“What you got them bags for?” Jessica asks after the man drives her car into the garage. She wasn’t lying that it jerked and the man wondered if he could help her. Jessica stood next to all of the man’s possessions in two bags leaning against a wall.
“Actually, I was on my way out.” The man continues despite his hesitation; he has never been one for offering details about himself that weren’t solicited, but Randy had told him to put himself out there. Even though he is not happy that Randy’s love life left a mess that he had to clean up not only with a broom (a jealous man had smashed the glass walls of Randy’s office and his ribs), but also with his preternatural ability that he swore not to use again, the man knows that Randy knows women and he could trust his advice for making nice with a woman.
“I’m leaving TX tonight.” The man says.
“Where to?” Jessica finds a chair and the man admires her cleavage when he looks in her direction and forces his eyes away to make proper conversation.
“Nowhere in particular, just leaving TX.”
“You a roadie or something? Hitch hiker?”
“I don’t know what a roadie is, and I got a car so I won’t be hitchin a ride. I’m just on a trip across the US, seeing the sights. I was here long enough to make back some of the money I spent so far and get my head together.”

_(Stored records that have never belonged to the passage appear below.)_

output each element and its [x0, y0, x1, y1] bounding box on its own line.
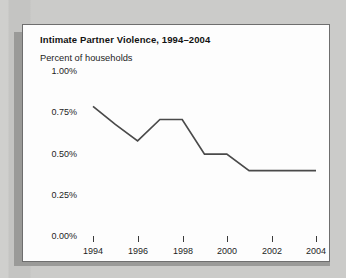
- x-axis-label-3: 1998: [166, 246, 200, 256]
- x-axis-tick-4: [227, 236, 228, 242]
- chart-figure: Intimate Partner Violence, 1994–2004 Per…: [0, 0, 346, 278]
- x-axis-tick-2: [138, 236, 139, 242]
- chart-card: Intimate Partner Violence, 1994–2004 Per…: [22, 24, 330, 262]
- x-axis-label-5: 2002: [255, 246, 289, 256]
- series-line-percent-of-households: [23, 25, 331, 263]
- plot-area: 1.00% 0.75% 0.50% 0.25% 0.00% 1994 1996 …: [23, 25, 331, 263]
- x-axis-tick-1: [93, 236, 94, 242]
- x-axis-label-1: 1994: [76, 246, 110, 256]
- x-axis-label-6: 2004: [299, 246, 333, 256]
- x-axis-tick-5: [272, 236, 273, 242]
- x-axis-label-2: 1996: [121, 246, 155, 256]
- x-axis-tick-3: [183, 236, 184, 242]
- x-axis-label-4: 2000: [210, 246, 244, 256]
- x-axis-tick-6: [316, 236, 317, 242]
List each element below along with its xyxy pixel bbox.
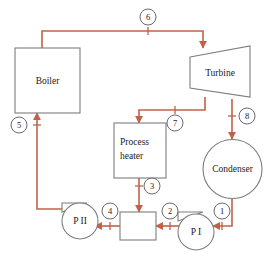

Jessica is excited at the premise. “I always wanted to do something like that. I’m headed to NM myself, got some artist friends that’s showing in a festival. But that’s nothing, here to there, not compared to cross country. Where’d you start?”
The man tells Jessica all about his journey so far, leaving out the details that had maimed him. He wanted to be a whole man for her. She was very knowledgeable of art and she was also really into science and science fiction.
“I was born in TX but I been out to NM a whole lot. Don’t think I’m crazy, but every time I go I hope I see an alien. They must love it out there, the scenery is amazing, the mountains and all. Maybe it reminds them of home, like they crashed here and can’t get their warp speed thrusters to work, but they can still zip around our solar system and they adopted the scenic San Pedro Mountains as their home.”
The man loves her whimsy and in the time he spends with her, he forgets all of his frustration with Randy, the disappointments he has met to this point; he is only interesting in moving forward.
“How do I ask to go with you to NM without sounding like a crazy stalker?” The man asks sheepishly, hoping that he isn’t misreading Jessica’s interest in him, but those scenic mountains sound appealing to him; he’d loved his time in the Appalachian.
“Of course you can come! The more the merrier. I’m glad you got a car too, in case you can’t get mine working.” Jessica smiles, obviously ashamed, but also relieved that her plans would not fall through.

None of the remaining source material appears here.